Because there are system cables running from Sailing Yacht Zero’s mast into the hull, they can potentially break the Faraday cage by entering its middle. In this instance, van Benthem explains that “we have to minimise the influence of the energy through the lightning cable on the other cables. Where this is not possible we have to install a kind of fuse to block this energy flow.”

This will both interrupt high-current surges and help isolate internal systems from conductive paths that could undermine the Faraday cage.

Of course, there’s a bigger issue at play currently: much of this is theory.

Although as much testing as possible will take place ahead of the sea trials, there are many aspects that simply need to be put into real-world environments and see where potential issues may arise. When this happens at the start of 2026, it will only be a matter of time until the final aspects of this novel approach to lightning protection will be put to the test.

Well, when it’s struck by lightning, of course. Although this will happen at some point, it’s not something that can be scheduled or planned, after all.
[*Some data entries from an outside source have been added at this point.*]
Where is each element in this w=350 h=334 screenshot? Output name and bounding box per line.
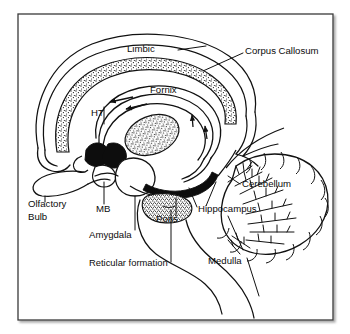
label-ht: HT xyxy=(91,107,104,118)
label-hippocampus: Hippocampus xyxy=(198,203,257,214)
label-mb: MB xyxy=(96,203,110,214)
label-reticular-formation: Reticular formation xyxy=(89,257,168,268)
label-olfactory-bulb-line2: Bulb xyxy=(28,211,47,222)
label-olfactory-bulb-line1: Olfactory xyxy=(28,198,67,209)
label-limbic: Limbic xyxy=(127,43,155,54)
label-amygdala: Amygdala xyxy=(89,229,132,240)
limbic-system-figure: Limbic Corpus Callosum Fornix HT Cerebel… xyxy=(0,0,350,334)
label-cerebellum: Cerebellum xyxy=(242,178,291,189)
label-fornix: Fornix xyxy=(150,84,177,95)
label-pons: Pons xyxy=(156,213,178,224)
brain-diagram-canvas: Limbic Corpus Callosum Fornix HT Cerebel… xyxy=(0,0,350,334)
label-medulla: Medulla xyxy=(208,255,242,266)
label-corpus-callosum: Corpus Callosum xyxy=(245,45,319,56)
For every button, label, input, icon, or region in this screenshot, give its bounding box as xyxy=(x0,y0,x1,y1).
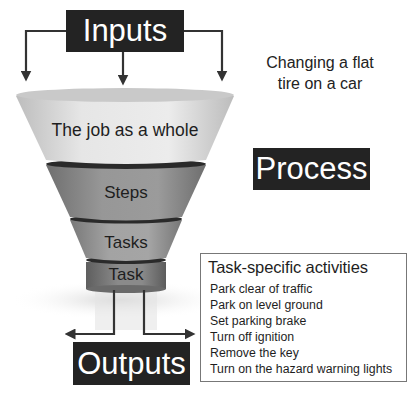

The future of lightning protection for the maritime industry

With the entire world moving away from fossil fuels, seafaring vessels are in a state of transition. This means they have to deal with current challenges and standards, but in a manner that’s prepping for a future of more sustainable energy.

As this occurs, there’ll be an array of unexpected consequences, with dealing with lightning strikes among them.

It’s in this shift that the work of innovators in the sector becomes vital. By addressing these concerns before technology becomes widespread, projects like Sailing Yacht Zero can help define and shape the future of the maritime industry.

Lightning strikes are a constant in seafaring, but fossil fuels aren’t — and we need to deal with the former before the latter is left wholly in the past.